Large Vision-Language Models (LVLMs) have advanced multimodal learning but face high computational costs due to the large number of visual tokens, motivating token pruning to improve inference efficiency. The key challenge lies in identifying which tokens are truly important. Most existing approaches rely on attention-based criteria to estimate token importance. However, they inherently suffer from certain limitations, such as positional bias. In this work, we explore a new perspective on token importance based on token transitions in LVLMs. We observe that the transition of token representations provides a meaningful signal of semantic information. Based on this insight, we propose TransPrune, a training-free and efficient token pruning method. Specifically, TransPrune progressively prunes tokens by assessing their importance through a combination of Token Transition Variation (TTV)-which measures changes in both the magnitude and direction of token representations-and Instruction-Guided Attention (IGA), which measures how strongly the instruction attends to image tokens via attention. Extensive experiments demonstrate that TransPrune achieves comparable multimodal performance to original LVLMs, such as LLaVA-v1.5 and LLaVA-Next, across eight benchmarks, while reducing inference TFLOPs by more than half. Moreover, TTV alone can serve as an effective criterion without relying on attention, achieving performance comparable to attention-based methods.
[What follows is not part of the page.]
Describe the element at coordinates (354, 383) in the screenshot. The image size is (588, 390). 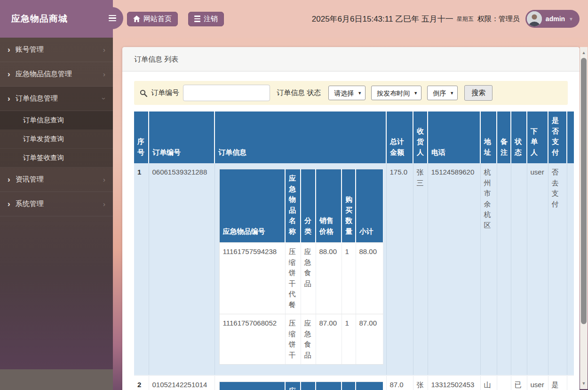
I see `table-row: 2 01052142251014 应急物品编号` at that location.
The code will be made publicly available upon acceptance of the paper at https://github.com/liaolea/TransPrune.

Paper Structure

This paper contains 12 sections, 7 equations, 5 figures, 13 tables.

Figures (5)

  • Figure 1: Comparison with existing pruning methods on LLaVA-v1.5-7B. Among within-LLM pruning approaches, TransPrune achieves the best performance across six benchmarks under the lowest TFLOPs budget.
  • Figure 2: Token Transition Visualization in LLaVA-v1.5-7B. We visualize the magnitude and direction changes of token representations within both the self-attention and FFN modules for each layer (excluding residual connections). To measure the magnitude change, we use the ratio of output to input L2 norm; to measure the directional change, we use cosine similarity. Token transitions that reflect semantic importance can be observed across shallow, middle, and deep layers, and they are most concentrated and pronounced in the middle layers (around layers 6–14), where tokens with larger ratios and smaller absolute cosine similarities tend to be more semantically important. We provide more visualization examples in supplementary material.
  • Figure 3: (a) Overview of TransPrune. During pruning, TransPrune computes image token transitions. Tokens whose transitions are closer in magnitude to those of the original tokens, and that exhibit more orthogonal directional changes, are assigned higher TTV scores. In parallel, we compute IGA by averaging the attention from instruction tokens to image tokens. The final score for each token is obtained by summing TTV and IGA, followed by sorting. (b) Accumulation of TTV. To achieve a more precise TTV, we retain TTV scores from earlier layers. For each pruning stage, we accumulate TTV scores from the first accumulated layer up to the current pruning layer.
  • Figure 4: Token position frequency statistics on MME benchmark for IGA and TTV.
  • Figure 5: Visualization of TransPrune on different VQA prompts.